We construct and study market models admitting optimal arbitrage. We say that a model admits optimal arbitrage if it is possible, in a zero-interest rate setting, starting with an initial wealth of 1 and using only positive portfolios, to superreplicate a constant $c>1$. The optimal arbitrage strategy is the strategy for which this constant has the highest possible value. Our definition of optimal arbitrage is similar to the one given in [2], where optimal relative arbitrage with respect to the market portfolio is studied. In this work we present a systematic method to construct market models where the optimal arbitrage strategy exists and is known explicitly. The arbitrage model P is constructed from a reference arbitrage-free model Q by a non-equivalent change of measure. This procedure is not new and goes back to the construction of the Bessel process by [1]. However, we extend it in two directions. Firstly, from the theoretical point of view, we provide a characterization of the superhedging price of a claim under P in terms of the superhedging price of a related claim under Q. This allows us to characterize the optimal arbitrage profit under P in terms of the superhedging price under Q. Secondly, from the economic point of view, we provide an economic intuition for the new arbitrage model as a model implementing the view of the economic agent concerning the impossibility of certain market events. In other words, if an economic agent considers that a certain event (such as a sovereign default) is impossible, but it is actually priced in the market, our method can be used to construct a new model incorporating this arbitrage opportunity, and to compute the associated optimal arbitrage strategy. We then combine these two ideas to develop several new classes of models with optimal arbitrage, allowing for a clear economic interpretation. We also discuss the issue of robustness of these arbitrages to small transaction costs/small observation errors and show that some of our examples are not fragile in the sense of [3].

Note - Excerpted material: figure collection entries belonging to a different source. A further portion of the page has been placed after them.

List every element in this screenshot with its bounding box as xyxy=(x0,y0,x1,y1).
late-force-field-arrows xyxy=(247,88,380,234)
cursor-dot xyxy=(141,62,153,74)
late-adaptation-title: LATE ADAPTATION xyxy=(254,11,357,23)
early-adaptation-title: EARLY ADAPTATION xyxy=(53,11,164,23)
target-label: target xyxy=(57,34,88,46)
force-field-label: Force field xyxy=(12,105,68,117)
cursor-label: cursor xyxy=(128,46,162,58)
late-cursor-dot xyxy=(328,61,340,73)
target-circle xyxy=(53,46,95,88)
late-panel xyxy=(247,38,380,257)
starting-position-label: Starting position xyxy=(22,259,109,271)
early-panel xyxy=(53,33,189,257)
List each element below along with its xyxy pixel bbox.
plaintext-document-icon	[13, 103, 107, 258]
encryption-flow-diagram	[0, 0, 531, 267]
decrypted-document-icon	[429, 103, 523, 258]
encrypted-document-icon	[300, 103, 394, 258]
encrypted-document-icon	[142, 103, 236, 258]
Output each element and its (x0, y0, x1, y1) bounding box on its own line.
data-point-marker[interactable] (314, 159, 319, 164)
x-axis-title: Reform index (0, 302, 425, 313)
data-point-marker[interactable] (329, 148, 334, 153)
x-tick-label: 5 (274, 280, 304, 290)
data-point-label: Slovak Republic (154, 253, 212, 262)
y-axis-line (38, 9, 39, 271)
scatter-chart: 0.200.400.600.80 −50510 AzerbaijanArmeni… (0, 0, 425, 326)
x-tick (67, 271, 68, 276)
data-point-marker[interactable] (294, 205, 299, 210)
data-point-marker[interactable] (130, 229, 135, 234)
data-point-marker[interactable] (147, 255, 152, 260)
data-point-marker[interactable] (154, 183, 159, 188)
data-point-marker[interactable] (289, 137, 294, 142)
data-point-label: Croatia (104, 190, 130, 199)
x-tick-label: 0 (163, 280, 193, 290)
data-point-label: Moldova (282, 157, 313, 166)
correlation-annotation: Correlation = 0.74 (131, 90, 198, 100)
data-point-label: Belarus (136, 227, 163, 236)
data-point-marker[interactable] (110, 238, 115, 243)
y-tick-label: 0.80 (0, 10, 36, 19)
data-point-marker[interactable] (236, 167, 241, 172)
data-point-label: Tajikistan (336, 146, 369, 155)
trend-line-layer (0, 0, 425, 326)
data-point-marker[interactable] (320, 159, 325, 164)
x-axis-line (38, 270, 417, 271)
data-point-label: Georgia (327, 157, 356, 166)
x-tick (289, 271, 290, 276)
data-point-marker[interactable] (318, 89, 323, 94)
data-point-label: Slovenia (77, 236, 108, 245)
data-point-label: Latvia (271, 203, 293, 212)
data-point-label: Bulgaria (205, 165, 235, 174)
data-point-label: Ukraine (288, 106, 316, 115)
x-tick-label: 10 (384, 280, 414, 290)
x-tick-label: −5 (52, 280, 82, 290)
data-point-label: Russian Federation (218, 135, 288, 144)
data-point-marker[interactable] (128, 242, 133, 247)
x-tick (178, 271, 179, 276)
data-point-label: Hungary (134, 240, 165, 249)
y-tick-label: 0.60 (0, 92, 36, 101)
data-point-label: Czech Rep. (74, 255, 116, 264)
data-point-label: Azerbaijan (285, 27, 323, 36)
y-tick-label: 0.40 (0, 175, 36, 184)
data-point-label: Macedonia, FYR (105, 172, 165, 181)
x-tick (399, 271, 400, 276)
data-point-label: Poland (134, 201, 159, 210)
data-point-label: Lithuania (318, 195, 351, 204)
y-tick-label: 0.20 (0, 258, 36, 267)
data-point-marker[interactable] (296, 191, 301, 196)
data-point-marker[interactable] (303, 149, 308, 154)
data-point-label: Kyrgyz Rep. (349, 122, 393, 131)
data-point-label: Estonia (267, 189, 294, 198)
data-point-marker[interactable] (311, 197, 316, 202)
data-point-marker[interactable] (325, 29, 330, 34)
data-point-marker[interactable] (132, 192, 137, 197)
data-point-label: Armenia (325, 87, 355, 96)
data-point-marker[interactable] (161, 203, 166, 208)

[1] Delbaen, F. and Schachermayer, W. (1995). Arbitrage possibilities in Bessel processes and their relations to local martingales. Probab. Theory Related Fields, 102(3):357-366
[2] Fernholz, D. and Karatzas, I. (2010). On optimal arbitrage. Ann. Appl. Probab., 20(4):1179-1204.
[3] Guasoni, P. and Rasonyi, M. (2012). Fragility of arbitrage and bubbles in diffusion models. Technical report.